Stephanie Brown
    c.ai

    The wind felt like a punch.

    It whipped the capes and cowls of Gotham’s heroes against the rain-slicked concrete, but right now, the only thing hitting harder was the sickening realization in Spoiler’s gut. This wasn't sparring. The intent behind your movements was cold, sharp, and brutally efficient—a calculated strike meant to neutralize, not play. Her staff met your descending blow with a harsh, metallic screech that resonated up her arms, and the force made her feet slide back two agonizing inches.

    Stephanie gasped, not from the effort of the block, but from the sudden, profound fear of what came next. She couldn't fight you like this. She wouldn't. Every defensive block felt like a betrayal, every counter-maneuver felt like trying to hit a ghost she desperately wanted to hold onto.

    “Seriously, {{user}}? Is this really the plan?”

    Her voice was strained, edged with a frantic, almost hysterical mix of anger and terror. She barely dodged a follow-up that would have cracked a rib, the air displacing sharply where her body had been a half-second before. It was too close. Way too close. She needed to stop the fight, not win it. Her mind raced, discarding the lethal options, focusing only on containment. She knew your weaknesses, your tells, the slight tilt of your head before a hard right—details she’d unconsciously memorized while trying to figure out if that was the night she’d finally admit she was completely, disastrously in love with you. She used that knowledge like a weapon.

    Instead of trading blows, she dropped her center of gravity, ignoring a potential opening and lunging directly into your personal space. It was reckless, intimate, and designed to throw your combat rhythm into chaos. Before you could adjust, her arms wrapped around you, not in a hug or a grapple, but a sudden, violent tackle that slammed both of you against the nearest alley wall.

    She pinned you hard, the impact knocking the wind from her lungs, but she didn't loosen her grip. She used her weight and leverage, pressing her body against yours, trapping your hands against the rough brick on either side of your head. The adrenaline was roaring now, and her breathing hitched, sharp and ragged against the thin material of her mask. Her face was only inches from yours, her eyes blazing with a painful, desperate intensity.

    "Look at me, look at me! Stop it! I don't know what you're doing, but I won’t let you walk away from me!"

    Stephanie was shaking, her control frayed to a thread, the realization that she might actually have to hurt you if you kept fighting hitting her like a tidal wave.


Make an exact copy of the lines from the one holding "Object detection: find 'house'." through the end of the entries below, both ends kept, and of nothing else. Exclude pictures.

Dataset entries
● ● ● ●
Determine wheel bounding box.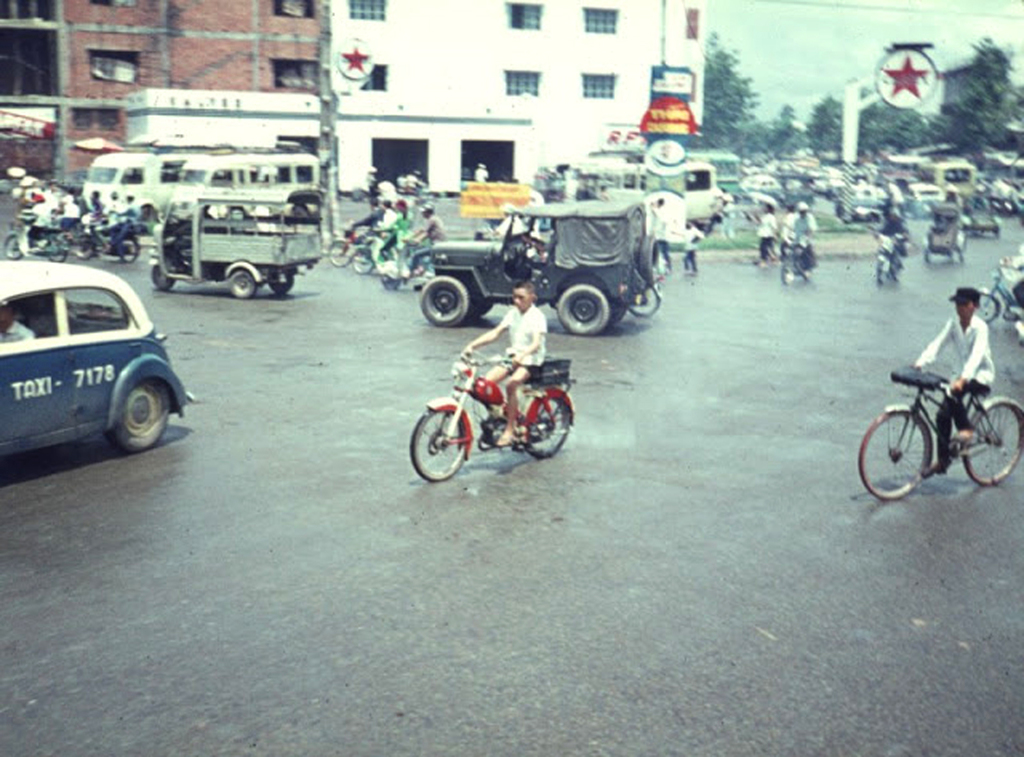
Determined: (x1=5, y1=231, x2=25, y2=259).
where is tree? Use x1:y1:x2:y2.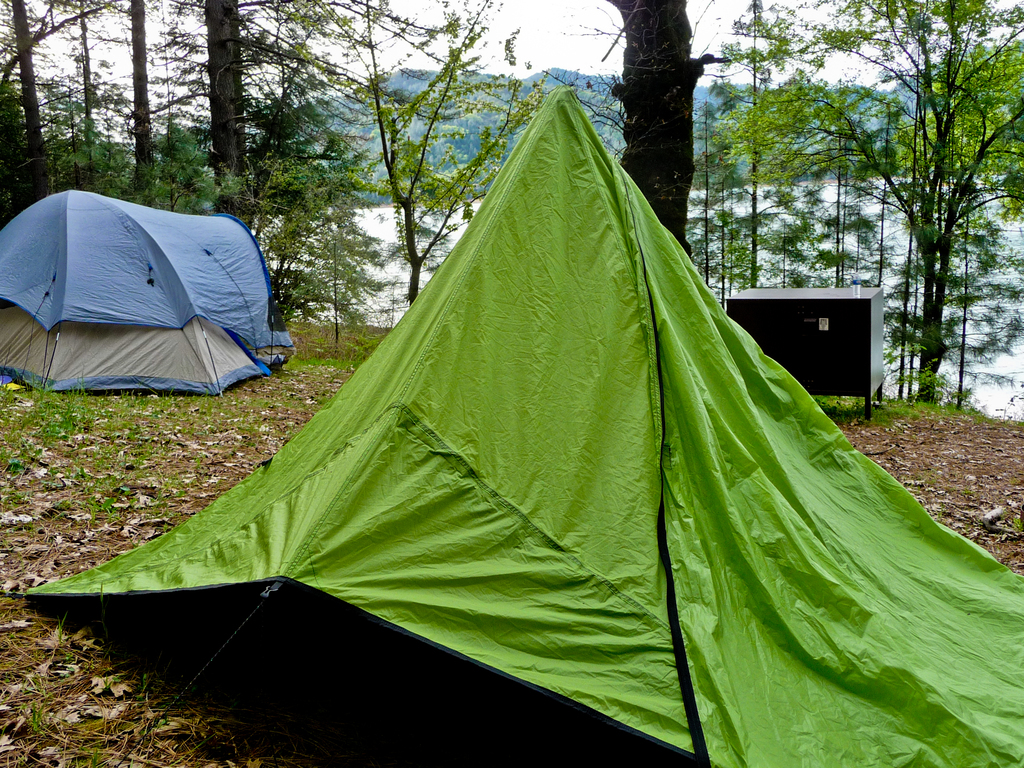
769:32:1013:407.
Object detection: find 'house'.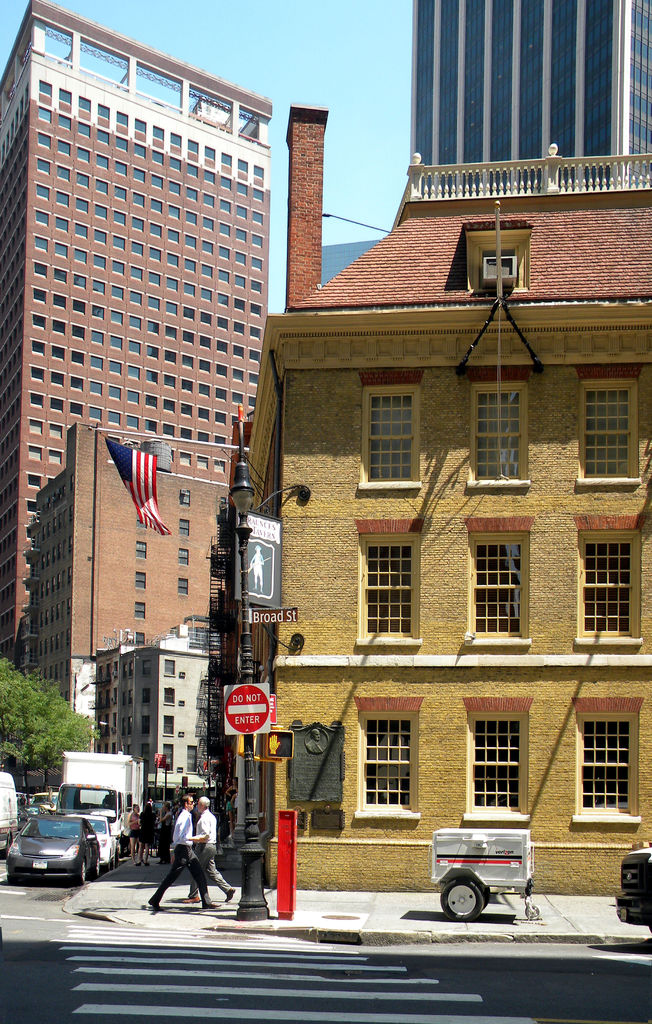
detection(242, 143, 651, 895).
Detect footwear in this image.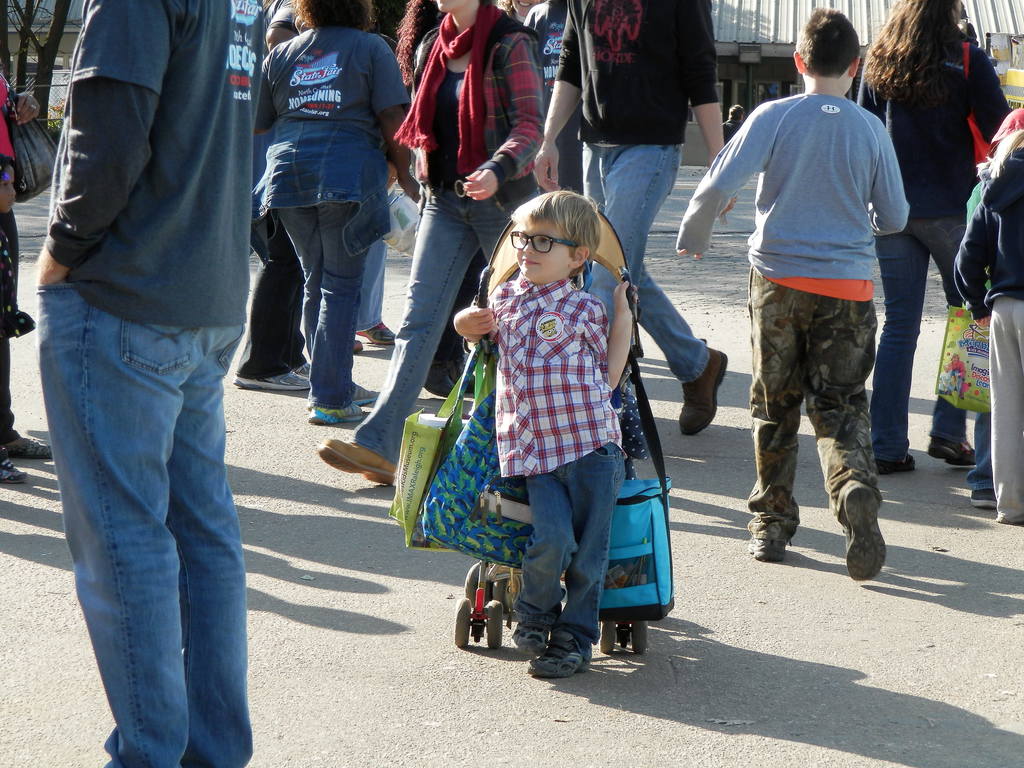
Detection: <box>0,460,31,484</box>.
● ● ● ●
§ **Task solution**:
Object detection: find 'house'.
detection(242, 143, 651, 895).
Detect footwear in this image.
Detection: <box>0,460,31,484</box>.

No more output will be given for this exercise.